‘Savers must come out of the closet tracker’: Hargreaves

twitter-iconfacebook-iconlinkedin-iconmail-iconprint-icon
Search supported by
‘Savers must come out of the closet tracker’: Hargreaves

The prevalence of closet trackers in pension funds is testament to an industry that has relied for too long on lacklustre default funds, Laith Khalaf has said.

The senior analyst at Hargreaves Lansdown said: “The industry has done little to help savers to make their own decisions. Now investors need to take matters into their own hands, and vote with their feet if they are invested in a closet tracker fund.”

Gina Miller, from the campaign group True and Fair, has accused fund providers who use closet trackers, thereby charging active fees for essentially tracking indexes, of fraud.

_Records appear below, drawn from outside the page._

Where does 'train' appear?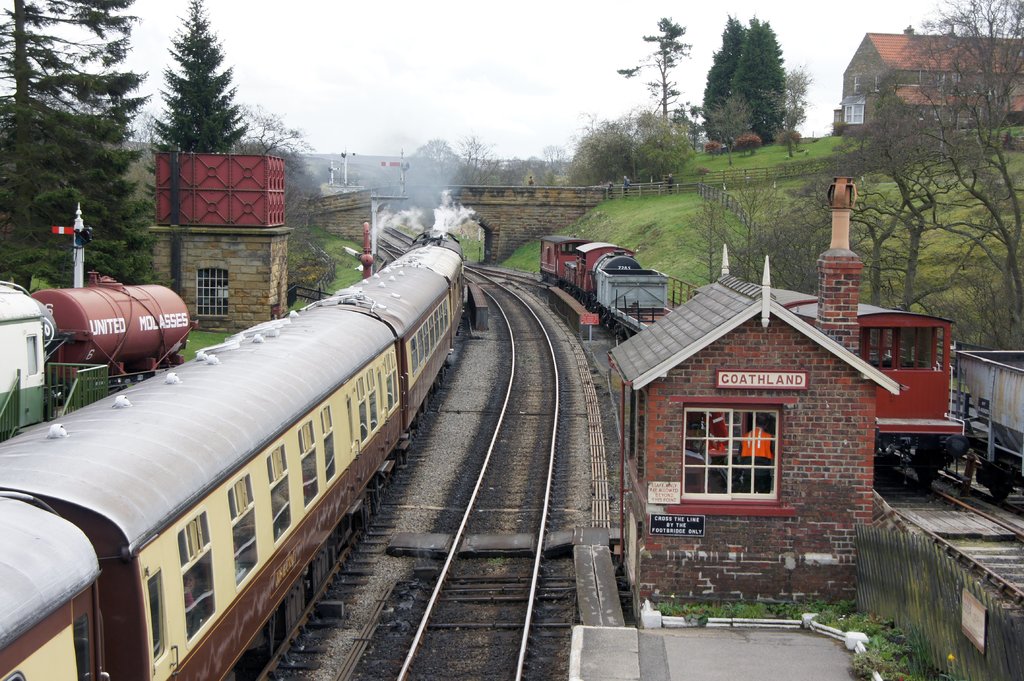
Appears at BBox(755, 277, 973, 476).
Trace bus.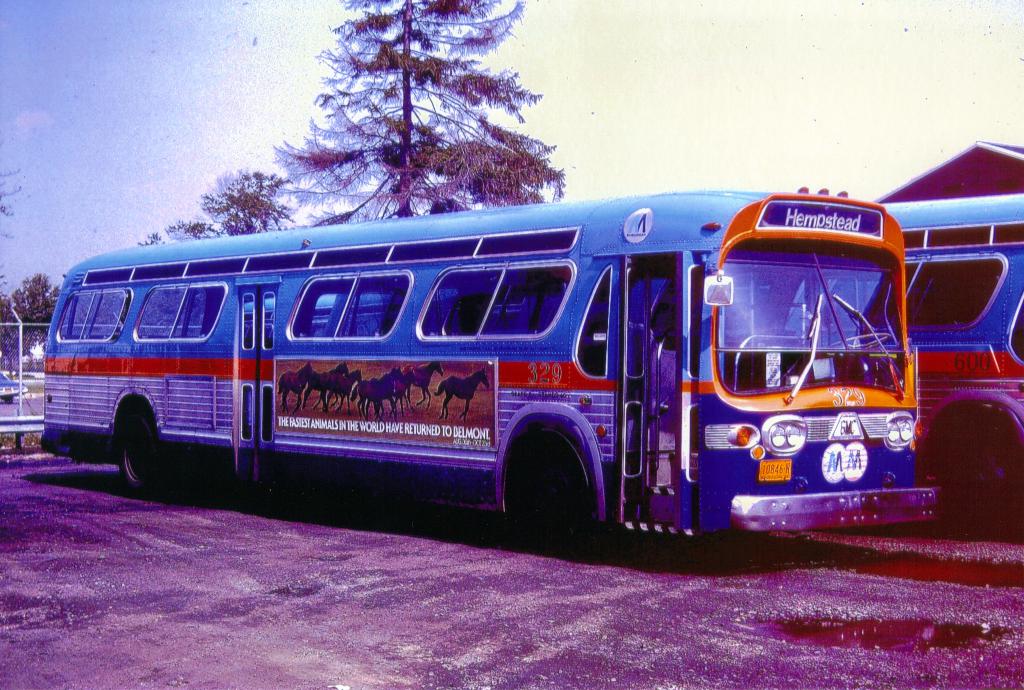
Traced to 242 195 1023 526.
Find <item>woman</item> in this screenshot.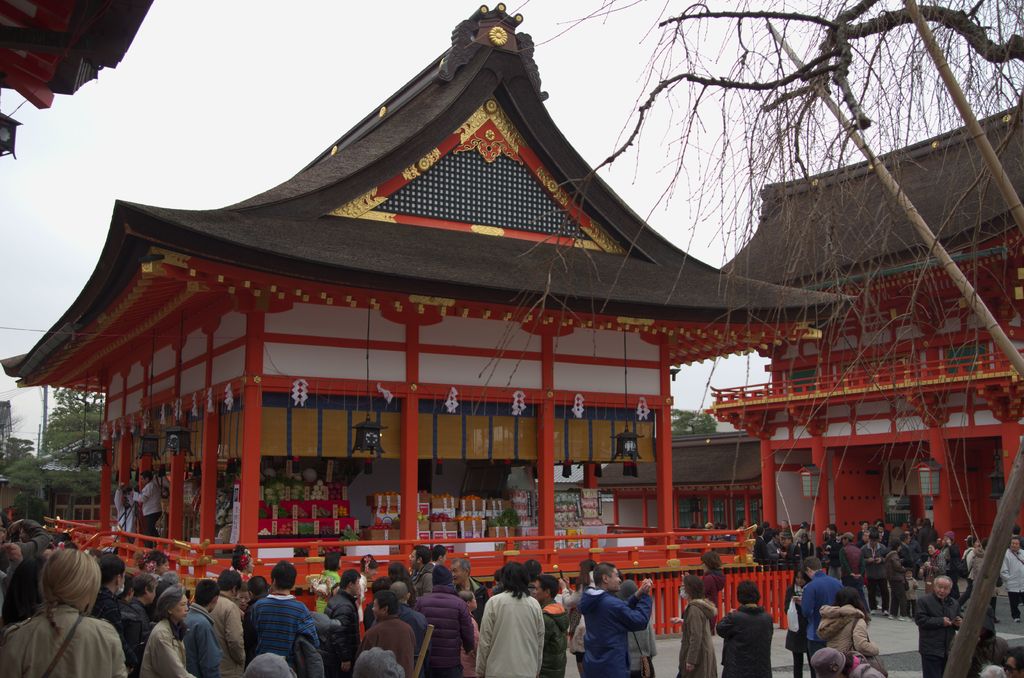
The bounding box for <item>woman</item> is 315 552 344 623.
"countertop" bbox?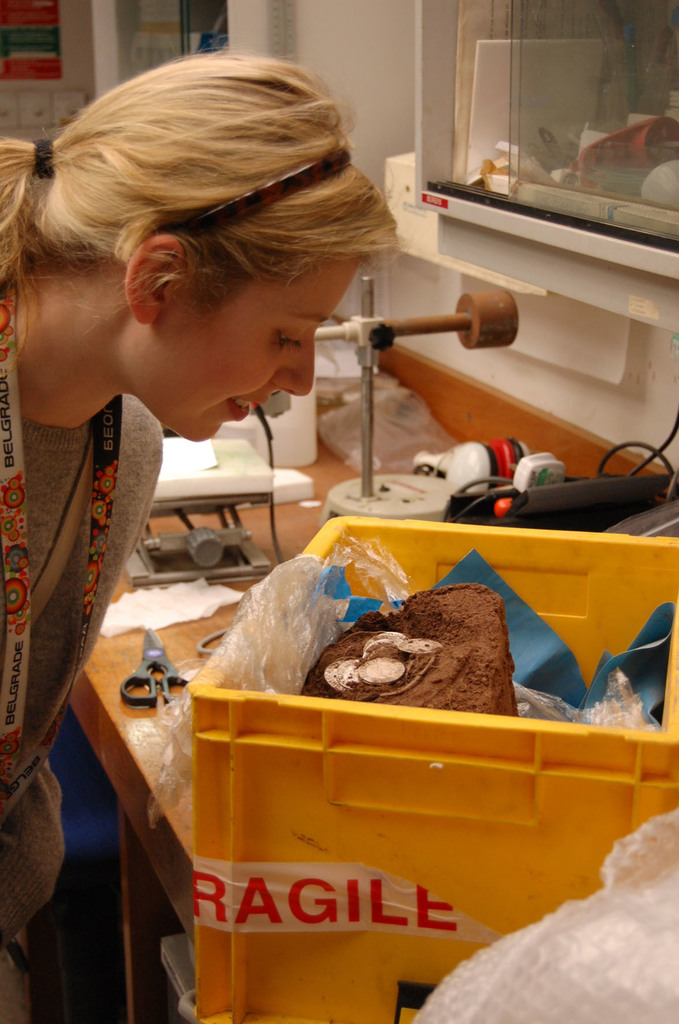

The FCA has said it would look into the issue later in the year.

Ms Miller said this was not good enough, and said the regulator should bring out a compulsory requirement for every fund to list their active share allocation. Using the example of funds which were 80 per cent index and 20 per cent active, Ms Miller said: “If you charge a fee for the active part you end up with a fee of 7 per cent”.

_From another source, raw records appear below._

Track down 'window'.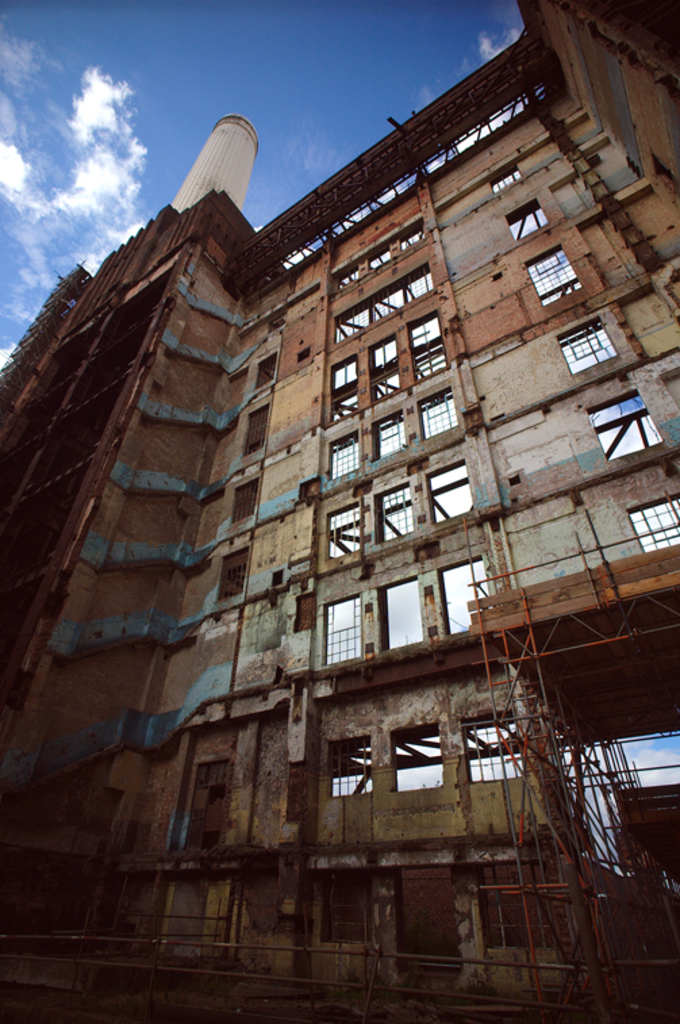
Tracked to left=246, top=404, right=268, bottom=455.
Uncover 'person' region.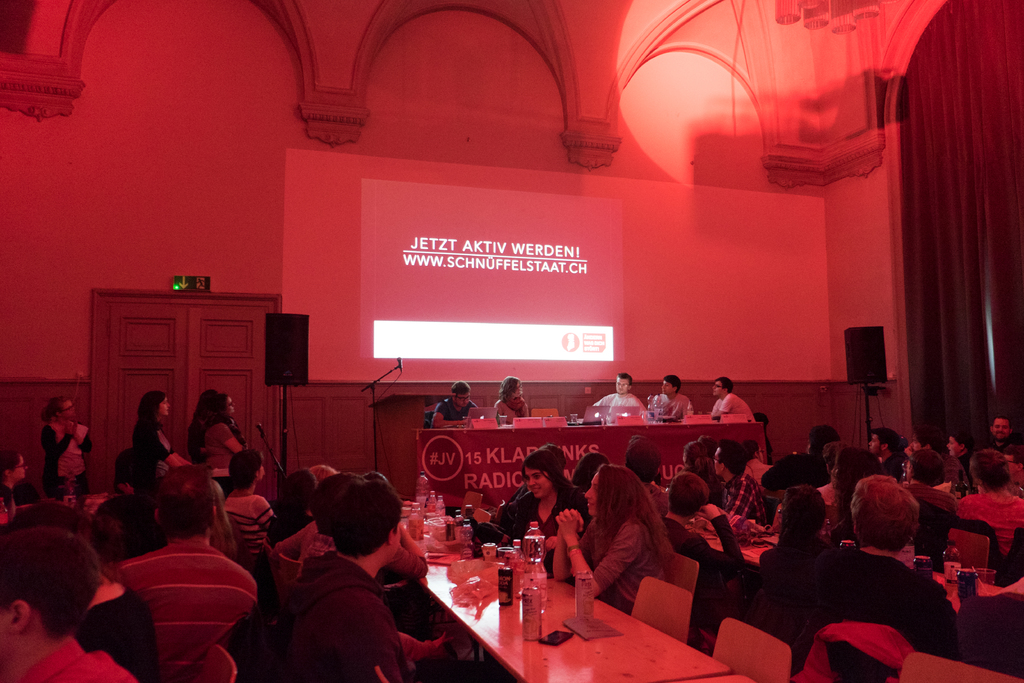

Citing a recent announcement by the Swedish government to investigate the practice, she added: “In the space of a week, the FCA has changed its stance and has said it ‘could’ launch an investigation. It should be more proactive and look into what constitutes fraud.”

Mr Khalaf did not consider such a practice fraud, especially as many pension funds were sold specifically on the basis that they would not deviate too far from the index. However, he added: “Tens of billions of pounds still remain invested in the old closet trackers, and millions of savers will end up abandoned in them too, unless they take action themselves”.

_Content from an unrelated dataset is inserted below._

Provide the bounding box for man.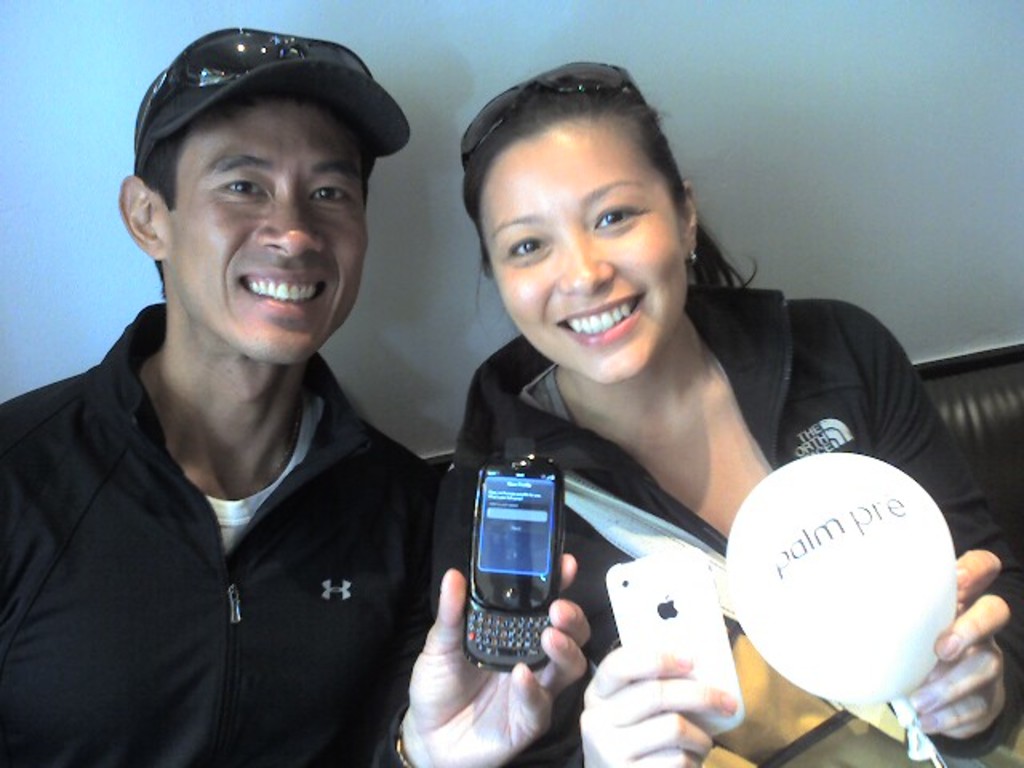
(0,24,592,766).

That said, while the practice had been fairly standard in the industry, he said he believed it was gradually changing, with company pensions increasingly using pure passive funds as a default rather than active funds.

Adviser View

Jason Butler, senior partner at London-based Bloomsbury Private Wealth, said: “This is not just about more disclosure. There are two numbers that are important here – one is the total ongoing cost, which is all costs including turnover within the fund. The other is a simple measure that demonstrates the skilled based return.

“The regulator will get to this, but at the moment it has too much to handle.”